This codebase is based on a fork of the Leaf benchmark suite, tRFA, and MEBwO(https://github.com/tomholmes19/Minimum-Enclosing-Balls-with-Outliers), and provides scripts to reproduce the experimental results in the paper [Near-Optimal Resilient Aggregation Rules for Distributed Learning Using 1-Center and 1-Mean Clustering with Outliers].

If you use this code, please cite the paper using the bibtex reference below

Yi, Y., You, R., Liu, H. ., Liu, C., Wang, Y., & Lv, J. (2024). Near-Optimal Resilient Aggregation Rules for Distributed Learning Using 1-Center and 1-Mean Clustering with Outliers. Proceedings of the AAAI Conference on Artificial Intelligence, 38(15), 16469-16477. https://doi.org/10.1609/aaai.v38i15.29584.

Abstract

Byzantine machine learning has garnered considerable attention in light of the unpredictable faults that can occur in large-scale distributed learning systems. The key to secure resilience against Byzantine machines in distributed learning is resilient aggregation mechanisms. Although abundant resilient aggregation rules have been proposed, they are designed in ad-hoc manners, imposing extra barriers on comparing, analyzing, and improving the rules across performance criteria. This paper studies near-optimal aggregation rules using clustering in the presence of outliers. Our outlier-robust clustering approach utilizes geometric properties of the update vectors provided by workers.

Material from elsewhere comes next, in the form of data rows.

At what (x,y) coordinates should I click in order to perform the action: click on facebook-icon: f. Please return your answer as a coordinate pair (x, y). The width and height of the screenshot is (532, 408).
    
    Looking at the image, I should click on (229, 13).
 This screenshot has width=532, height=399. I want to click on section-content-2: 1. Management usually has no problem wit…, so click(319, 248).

Our analysis show that constant approximations to the 1-center and 1-mean clustering problems with outliers provide near-optimal resilient aggregators for metric-based criteria, which have been proven to be crucial in the homogeneous and heterogeneous cases respectively. In addition, we discuss two contradicting types of attacks under which no single aggregation rule is guaranteed to improve upon the naive average. Based on the discussion, we propose a two-phase resilient aggregation framework.

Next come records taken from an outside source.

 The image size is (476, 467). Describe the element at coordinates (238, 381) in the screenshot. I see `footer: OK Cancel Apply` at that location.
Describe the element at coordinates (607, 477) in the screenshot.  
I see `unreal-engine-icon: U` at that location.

We run experiments for image classification using a non-convex loss function. The proposed algorithms outperform previously known aggregation rules by a large margin with both homogeneous and heterogeneous data distributions among non-faulty workers.

The accompanying paper.

Installation

This code is written in Python 3.8 and has been tested on PyTorch 1.4+. A conda environment file is provided in rfa.yml with all dependencies except PyTorch. It can be installed by using conda as follows

conda env create -f rfa.yml 

Installing PyTorch: Instructions to install a PyTorch compatible with the CUDA on your GPUs (or without GPUs) can be found here.

Dataset

Due to the large size of dataset, we ddi not upload dataset here, and the complete dataset is available at https://drive.google.com/file/d/1_FopTqq_ZgVO7OkNBtCiw9SyTyGvU5m6/view?usp=drive_link.

  1. FEMNIST

  • Overview: Character Recognition Dataset
  • Original dataset: 62 classes (10 digits, 26 lowercase, 26 uppercase), 3500 total users.(leaf.cmu.edu)
  • Preprocess: We sample 5% of the images in the original dataset to construct our datasets. For the homogeneous setting, each client sample images from a uniform distribution over 62 classes. We generate heterogeneous datasets for clients using categorical distributions qmdrawn from a Dirichlet distribution q ∼ Dir(αp), where p is a prior class distribution over 62 classes (Hsu, Qi, and Brown 2019). Each client sample from a categorical distribution characterized by an independent q . In our experiment for the heterogeneous setting, we let α = 0.1, which is described as the extreme heterogeneity setting in (Allouah et al. 2023a).
  • Task: Image Classification
  • Directory: data/femnist
  1. CIFAR10

  • Overview: Tiny Images Dataset
  • Original dataset: 60000 32x32 colour images in 10 classes, with 6000 images per class.(https://www.cs.toronto.edu/~kriz/cifar.html)
  • Preprocess: We use a small dataset of 35 clients uniformly sampled from the CIFAR-10 dataset, and each client contains 300 train samples and 60 test samples.
  • Task: Image Classification
  • Directory: data/cifar10

Reproducing Experiments in the Paper

As the data has been set up, the scripts provided in the folder models/scripts/ can be used to reproduce the experiments in the paper.